Student attrition is a big problem when selling self-paced courses. Coupling email delivery with bi-weekly Zoom calls is a killer combination that addresses this issue partly by providing a Q&A, opportunities for clarifications, and the benefits of hearing the challenges and wins of others on the same path.
9. Serialize a well-known novel in the public domain on Substack.
Dracula Daily is an example of how this is done well. I like this model, even though the Daily Dracula isn’t paywalled.
Ideas for getting paid for this model include keeping all the excerpts free while placing extras behind the paywall — extras such as audio posts, fan art, discussion groups, or a Zoom-based book club.
10. Create a Micro-Magazine — a type of premium newsletter on Substack or for print in PDF, centered around your favorite film series.
The Godfather’s Lair? Jurrasic Universe? Toy Stories? The possibilities are endless.
Zoom calls, video interviews and simulcasts, and merch that appeals to their fanbase can be placed behind a paywall.
I did this on a now-defunct Substack website for highly sensitive guys. I designed and published three issues of the micro-magazine using Adobe InDesign, a premium digital product in PDF format.
11. Write a book in public on Medium behind a paywall.
This is a variation on #5 and #8, with the difference being you’re writing your novel in full view of your readers.
Over on Substack, Luke Jennings, the author of the Villanelle novels (Killing Eve), recently concluded a serialization of Killing Eve: Resurrection and has started writing Killing Eve: Bloodline for readers, also free of charge.
Luke charges $80/year in exchange for premium posts with insight into writing killer prose and other topics related to book writing.
Each article would become a chapter in your book. After writing the book, you could offer a PDF, audiobook, etc., on Amazon, Apple’s Book, and other places.
12. Provide copywriting services that align client social media profiles for maximum exposure.
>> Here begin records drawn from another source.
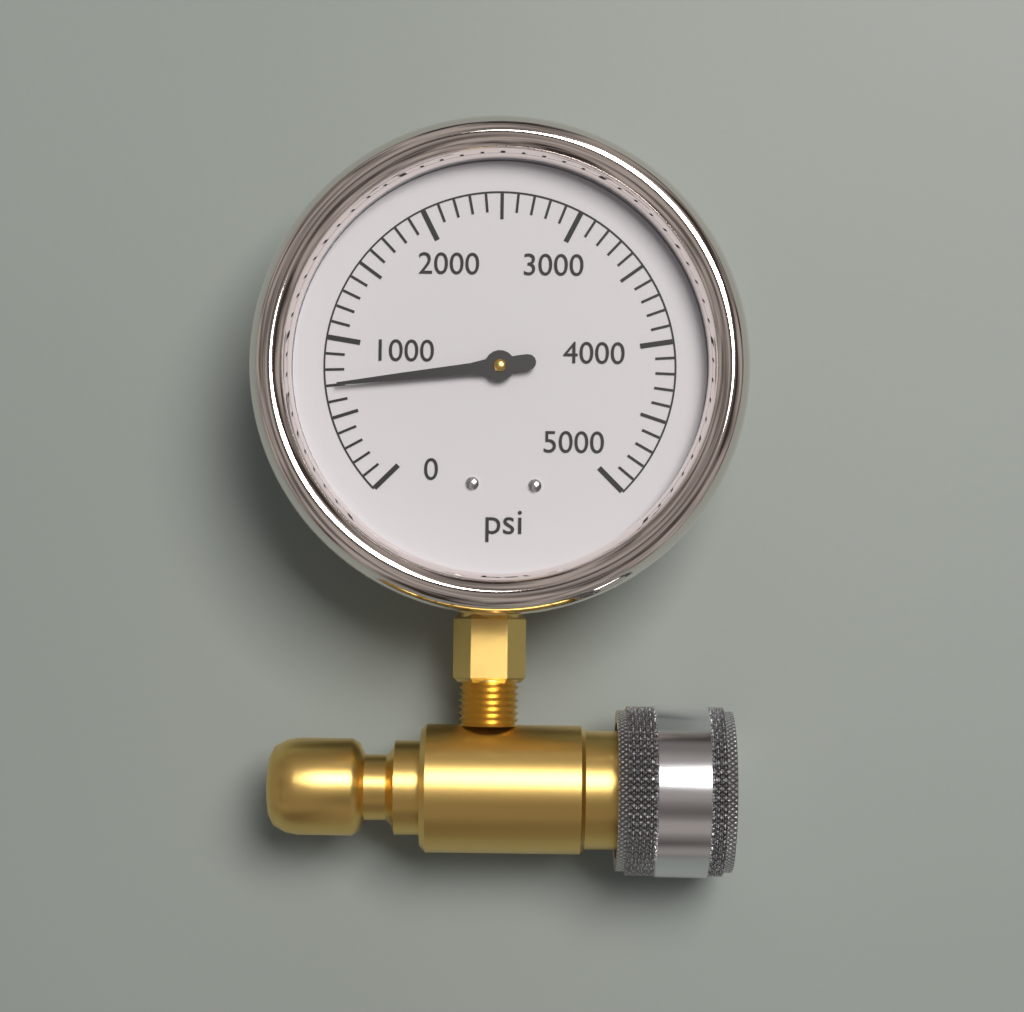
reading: 700 psi
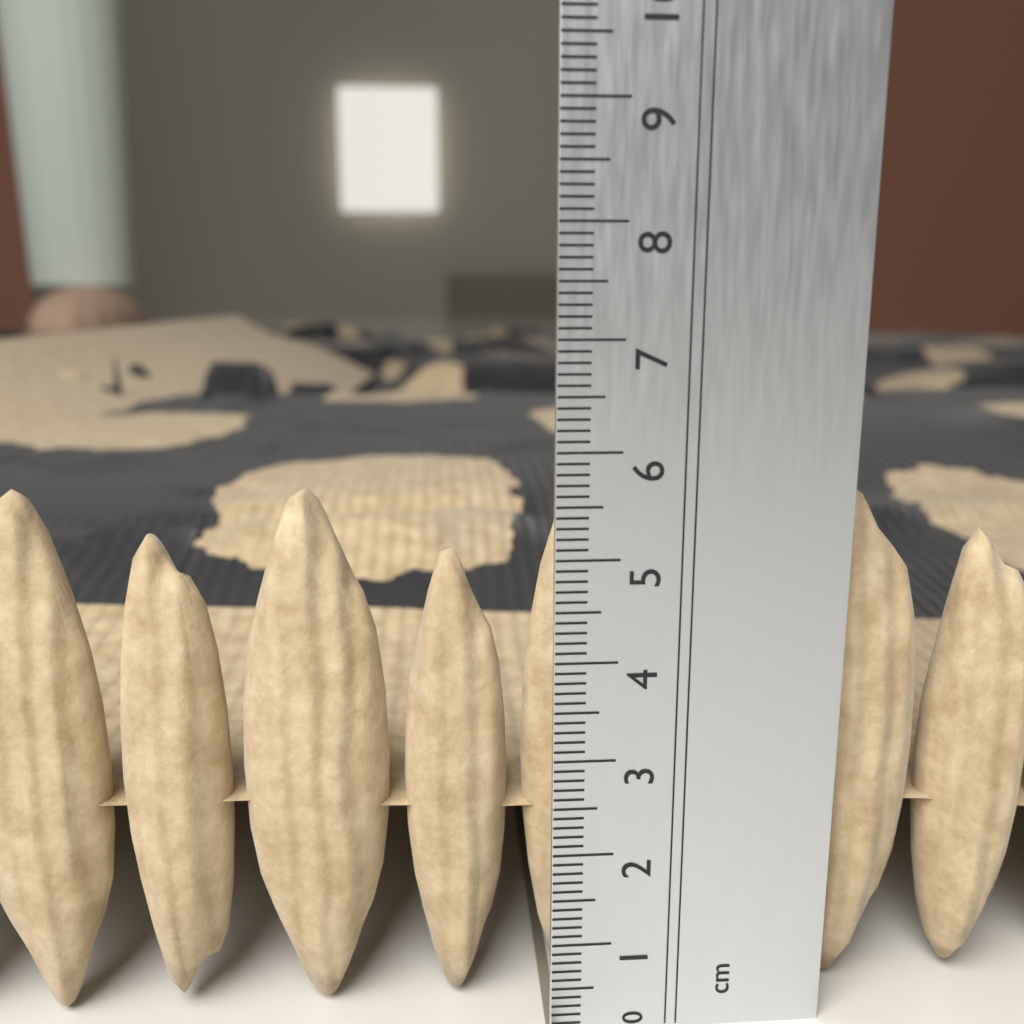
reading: 5.6 cm
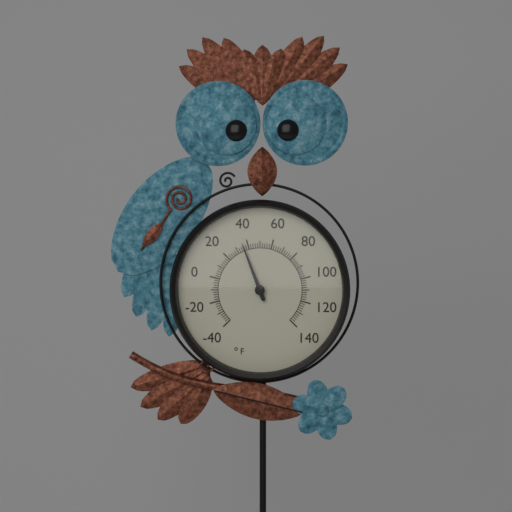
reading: 36 °F
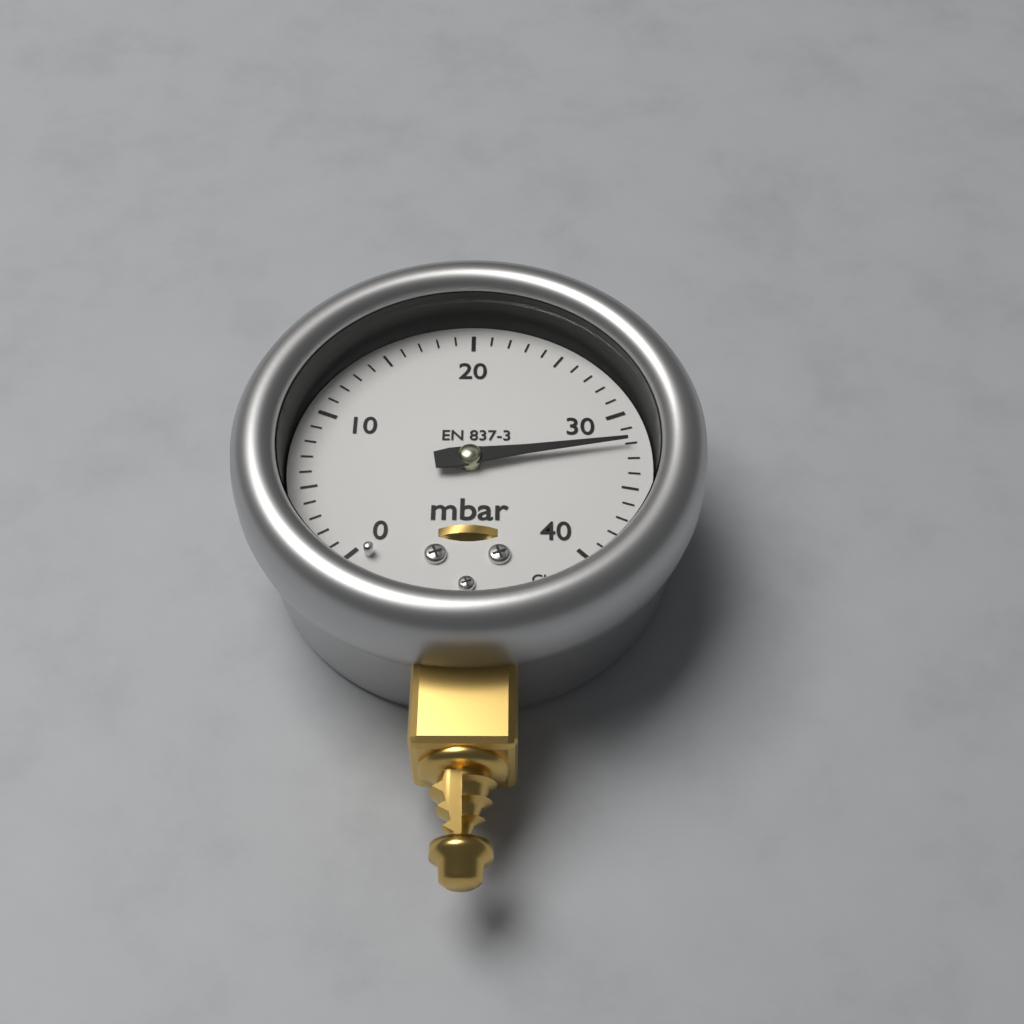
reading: 32 mbar
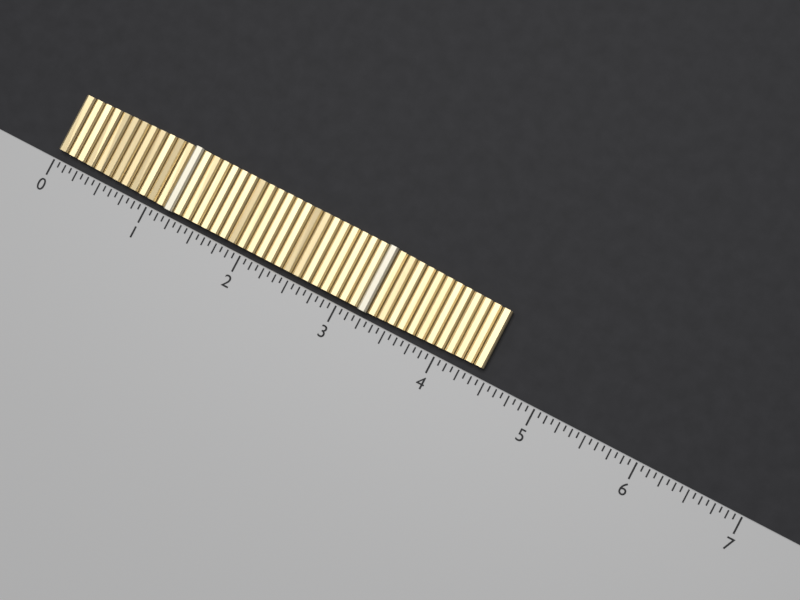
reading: 4.4375 (no unit)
If you like working for clients, this one is for you. Most solopreneurs (me included) fumble their way through halfway-readable profiles that don’t exactly inspire confidence.
If you’re especially good at this, you can market your social media profile skills to others for a flat upfront price that works for you. You could do a few for free initially to get some testimonials and then start charging.
13. If you’re a Notion fan, create writing templates for newsletters, brief books, course lessons, article and newsletter tracking spreadsheets, etc.
I am not a Notion person. I’ve tried to be. But I don’t get it, just like I don’t get video games.
Whatever. I’m a Boomer, so sue me. 🥸
But I do respect those who are Notion fanatics and have evolved more rapidly than I have in this area of digital appreciation. My brain is too simple, I guess.
However, others are killing it with Notion, including Modest Mitkus.
Modest Mitkus earns $30,000/month selling his digital products including courses and Notion templates, so there is definitely a market for them.
Notion templates are awesome…for those who get Notion.
TINY TRIBES CAN LEAD TO BIG PROFITS! Your Substack can generate 1,000s in monthly revenue even with a small subscriber base. I help Substackers with Tiny Tribes to create Next-Step Offers that drive the revenue they deserve.
Barry, I always admire your creativity in repurposing content! This is another amazing piece of gold!